Health News Digest

July 1, 2013

Are We All Crazy?

Crazy

By  Michael D. Shaw

On May 18, the highly anticipated fifth edition of the Diagnostic and Statistical Manual of Mental Disorders—aka DSM-5—was released by the American Psychiatric Association at its annual meeting. There has been no shortage of critics of this new edition, including Thomas R. Insel, MD, Director of the National Institute of Mental Health (NIMH).

Insel damns it with faint praise: “The strength of each of the editions of DSM has been ‘reliability’—each edition has ensured that clinicians use the same terms in the same ways.” But then he quickly adds, “The weakness is its lack of validity.” Insel is rightly concerned that DSM diagnoses depend strictly on a consensus of particular clinical symptoms, rather than any objective laboratory measure.

As he said, “[S]ymptom-based diagnosis, once common in other areas of medicine, has been largely replaced in the past half century as we have understood that symptoms alone rarely indicate the best choice of treatment.”

That’s why NIMH has launched the Research Domain Criteria (RDoC) project to transform diagnosis by incorporating genetics, imaging, cognitive science, and other levels of information to lay the foundation for a new classification system. Insel minces no words: “[I]t is critical to realize that we cannot succeed if we use DSM categories as the gold standard.”

Another prominent critic is none other than Allen J. Frances, MD, who chaired the DSM-IV (the previous editions used Roman numerals) task force. His anti-DSM-5 soundbites have been all over the Web, and are summarized in an article he wrote that appeared in the Annals of Internal Medicine last month, entitled “The New Crisis in Confidence in Psychiatric Diagnosis.” Frances is concerned that the door is open to “[H]igh-prevalence diagnoses at the fuzzy boundary with normality.”

To wit: Normal worries over an illness become “somatic symptom disorder”; grief can be classified as “major depressive disorder”; forgetfulness in old age can become “mild neurocognitive disorder”; temper tantrums could be “disruptive mood dysregulation disorder”; overeating is now “binge eating disorder”; and the ever-popular attention deficit hyperactivity disorder (ADHD) will become a more frequent diagnosis, based on loosened criteria.

Ironically, one of the leading proponents—if not the outright inventor—of ADHD, Leon Eisenberg, MD (1922-2009) stepped way back from his brainchild. In 2012, the magazine Der Spiegel ran a piece in which the famous psychiatrist was interviewed seven months before his death. He never would have thought his discovery would someday become so popular.

“ADHD is a prime example of a fabricated disorder,” Eisenberg said. “The genetic predisposition to ADHD is completely overrated. Instead, child psychiatrists should more thoroughly determine the psychosocial reasons that can lead to behavioral problems. Are there fights with parents, are there are problems in the family? Such questions are important, but they take a lot of time,” Eisenberg said, adding with a sigh: “Prescribe a pill for it very quickly.”

So, here are three world-class psychiatrists whose enthusiasm is under control for the current state of affairs. You might bear that in mind while you discover that, according to our own CDC, “[I]t is estimated that 13-20 percent of children living in the United States (up to 1 out of 5 children) experience a mental disorder in a given year.”

If you pore over the more than 13,000-word CDC report “Mental Health Surveillance Among Children—United States, 2005-2011,” you will encounter this little disclaimer, toward the end:

Changes in estimated prevalence over time might be associated with an actual change in prevalence, changes in case definition, changes in the public perception of mental disorders, or improvements in diagnosis, which might be associated with changes in policies and access to health care.

Absorbing all this, and noting that the US is said to consume an astonishing 60 percent of the world’s psychotropic meds (dubbed “Pharmageddon”), just how skewed is conventional health care critic Mike Adams’ description of modern psychiatry?

Here’s how modern psychiatry really operates: A bunch of self-important, overpaid intellectuals who want to make more money invent a fabricated disease… By a show of hands, they then vote into existence whatever symptoms they wish to associated… Thus begins the call for treatment for a completely fabricated disease. From there, it’s a cinch to get Big Pharma to fabricate whatever scientific data they need in order to “prove” that speed, amphetamines, pharmaceutical crack, or whatever poison they want to sell [will treat the disorder].

My take is that if we really do believe that one in five of our children are “mental,” then we ARE crazy.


EXERCISE >>
Your answer should consist of every line from the records that holds the string "axis".

AVAILABLE DATA >>
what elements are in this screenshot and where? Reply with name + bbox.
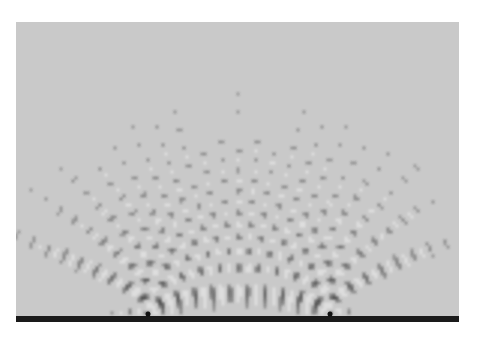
source-point-2 bbox=[328, 312, 333, 317]
interference-figure bbox=[0, 0, 477, 338]
source-point-1 bbox=[146, 312, 151, 317]
barrier-wall bbox=[16, 316, 459, 322]
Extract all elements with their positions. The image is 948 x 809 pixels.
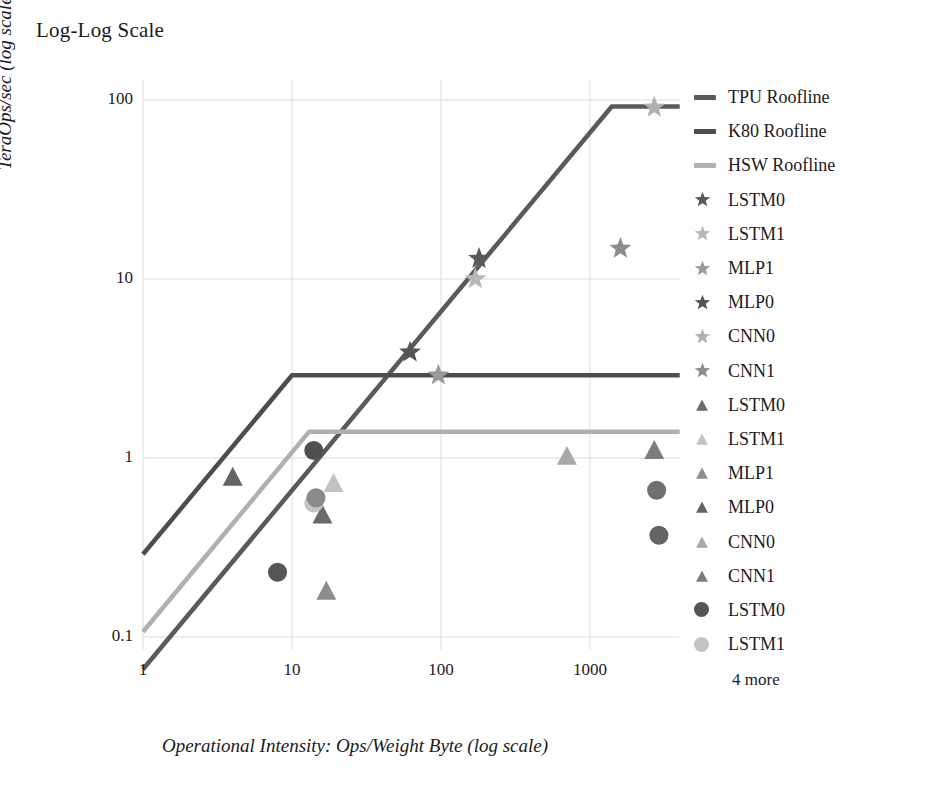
legend-item-label: K80 Roofline (728, 122, 827, 140)
x-axis-tick-label: 1 (113, 660, 173, 680)
data-point-mlp0-triangle (223, 467, 243, 486)
legend-item-label: MLP1 (728, 464, 774, 482)
y-axis-tick-label: 100 (73, 89, 133, 109)
legend-item-mlp0-triangle[interactable]: MLP0 (690, 490, 940, 524)
legend-more-label: 4 more (690, 670, 940, 690)
star-marker-icon (690, 294, 728, 311)
data-point-cnn0-triangle (557, 446, 577, 465)
legend-items: TPU RooflineK80 RooflineHSW RooflineLSTM… (690, 80, 940, 661)
y-axis-tick-label: 10 (73, 268, 133, 288)
legend-item-label: LSTM1 (728, 225, 785, 243)
legend-item-label: MLP0 (728, 293, 774, 311)
legend-item-mlp0-star[interactable]: MLP0 (690, 285, 940, 319)
triangle-marker-icon (690, 432, 728, 446)
legend-item-lstm1-star[interactable]: LSTM1 (690, 217, 940, 251)
legend-item-tpu roofline-line[interactable]: TPU Roofline (690, 80, 940, 114)
legend-item-mlp1-star[interactable]: MLP1 (690, 251, 940, 285)
star-marker-icon (690, 328, 728, 345)
x-axis-tick-label: 10 (262, 660, 322, 680)
legend-item-label: TPU Roofline (728, 88, 830, 106)
y-axis-tick-label: 1 (73, 447, 133, 467)
gridlines (143, 80, 680, 650)
legend-item-k80 roofline-line[interactable]: K80 Roofline (690, 114, 940, 148)
star-marker-icon (690, 260, 728, 277)
legend-item-lstm1-triangle[interactable]: LSTM1 (690, 422, 940, 456)
roofline-hsw (143, 432, 680, 632)
data-points (223, 96, 669, 600)
triangle-marker-icon (690, 569, 728, 583)
legend-item-label: CNN0 (728, 533, 775, 551)
data-point-lstm1-triangle (324, 473, 344, 492)
legend-item-cnn1-star[interactable]: CNN1 (690, 354, 940, 388)
legend-item-lstm0-triangle[interactable]: LSTM0 (690, 388, 940, 422)
legend-item-label: HSW Roofline (728, 156, 835, 174)
line-marker-icon (690, 95, 728, 100)
circle-marker-icon (690, 602, 728, 617)
legend-item-cnn0-triangle[interactable]: CNN0 (690, 524, 940, 558)
data-point-cnn0-star (643, 96, 665, 117)
data-point-cnn1-star (609, 237, 631, 258)
data-point-lstm0-circle (268, 563, 287, 582)
legend-item-lstm0-circle[interactable]: LSTM0 (690, 593, 940, 627)
legend-item-label: MLP1 (728, 259, 774, 277)
triangle-marker-icon (690, 535, 728, 549)
legend-item-label: CNN0 (728, 327, 775, 345)
triangle-marker-icon (690, 466, 728, 480)
roofline-tpu (143, 106, 680, 669)
legend-item-cnn0-star[interactable]: CNN0 (690, 319, 940, 353)
line-marker-icon (690, 163, 728, 168)
roofline-chart-figure: Log-Log Scale 1001010.1 1101001000 TeraO… (0, 0, 948, 809)
legend-item-hsw roofline-line[interactable]: HSW Roofline (690, 148, 940, 182)
legend-item-label: LSTM1 (728, 430, 785, 448)
circle-marker-icon (690, 637, 728, 652)
legend-item-cnn1-triangle[interactable]: CNN1 (690, 559, 940, 593)
data-point-lstm1-star (464, 268, 486, 289)
data-point-cnn0-circle (647, 481, 666, 500)
data-point-cnn1-triangle (644, 440, 664, 459)
legend-item-label: CNN1 (728, 362, 775, 380)
roofline-k80 (143, 375, 680, 554)
legend-item-label: LSTM0 (728, 191, 785, 209)
star-marker-icon (690, 191, 728, 208)
data-point-mlp1-star (427, 364, 449, 385)
data-point-cnn1-circle (649, 526, 668, 545)
legend-item-label: LSTM0 (728, 396, 785, 414)
data-point-mlp1-circle (307, 488, 326, 507)
y-axis-title: TeraOps/sec (log scale) (0, 0, 16, 250)
legend-item-mlp1-triangle[interactable]: MLP1 (690, 456, 940, 490)
y-axis-tick-label: 0.1 (73, 626, 133, 646)
star-marker-icon (690, 225, 728, 242)
triangle-marker-icon (690, 500, 728, 514)
star-marker-icon (690, 362, 728, 379)
legend-item-lstm1-circle[interactable]: LSTM1 (690, 627, 940, 661)
triangle-marker-icon (690, 398, 728, 412)
legend-item-label: LSTM0 (728, 601, 785, 619)
legend-item-label: CNN1 (728, 567, 775, 585)
x-axis-title: Operational Intensity: Ops/Weight Byte (… (95, 735, 615, 757)
legend-item-label: LSTM1 (728, 635, 785, 653)
data-point-mlp0-circle (304, 441, 323, 460)
x-axis-tick-label: 1000 (560, 660, 620, 680)
line-marker-icon (690, 129, 728, 134)
legend: TPU RooflineK80 RooflineHSW RooflineLSTM… (690, 80, 940, 690)
legend-item-label: MLP0 (728, 498, 774, 516)
roofline-lines (143, 106, 680, 669)
legend-item-lstm0-star[interactable]: LSTM0 (690, 183, 940, 217)
plot-container: 1001010.1 1101001000 TeraOps/sec (log sc… (0, 0, 700, 700)
x-axis-tick-label: 100 (411, 660, 471, 680)
data-point-mlp1-triangle (316, 581, 336, 600)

SOLVED EXERCISE >>
x-axis-tick-label: 1 (113, 660, 173, 680)
y-axis-tick-label: 100 (73, 89, 133, 109)
y-axis-tick-label: 10 (73, 268, 133, 288)
x-axis-tick-label: 10 (262, 660, 322, 680)
y-axis-tick-label: 1 (73, 447, 133, 467)
y-axis-title: TeraOps/sec (log scale) (0, 0, 16, 250)
y-axis-tick-label: 0.1 (73, 626, 133, 646)
x-axis-title: Operational Intensity: Ops/Weight Byte (… (95, 735, 615, 757)
x-axis-tick-label: 1000 (560, 660, 620, 680)
x-axis-tick-label: 100 (411, 660, 471, 680)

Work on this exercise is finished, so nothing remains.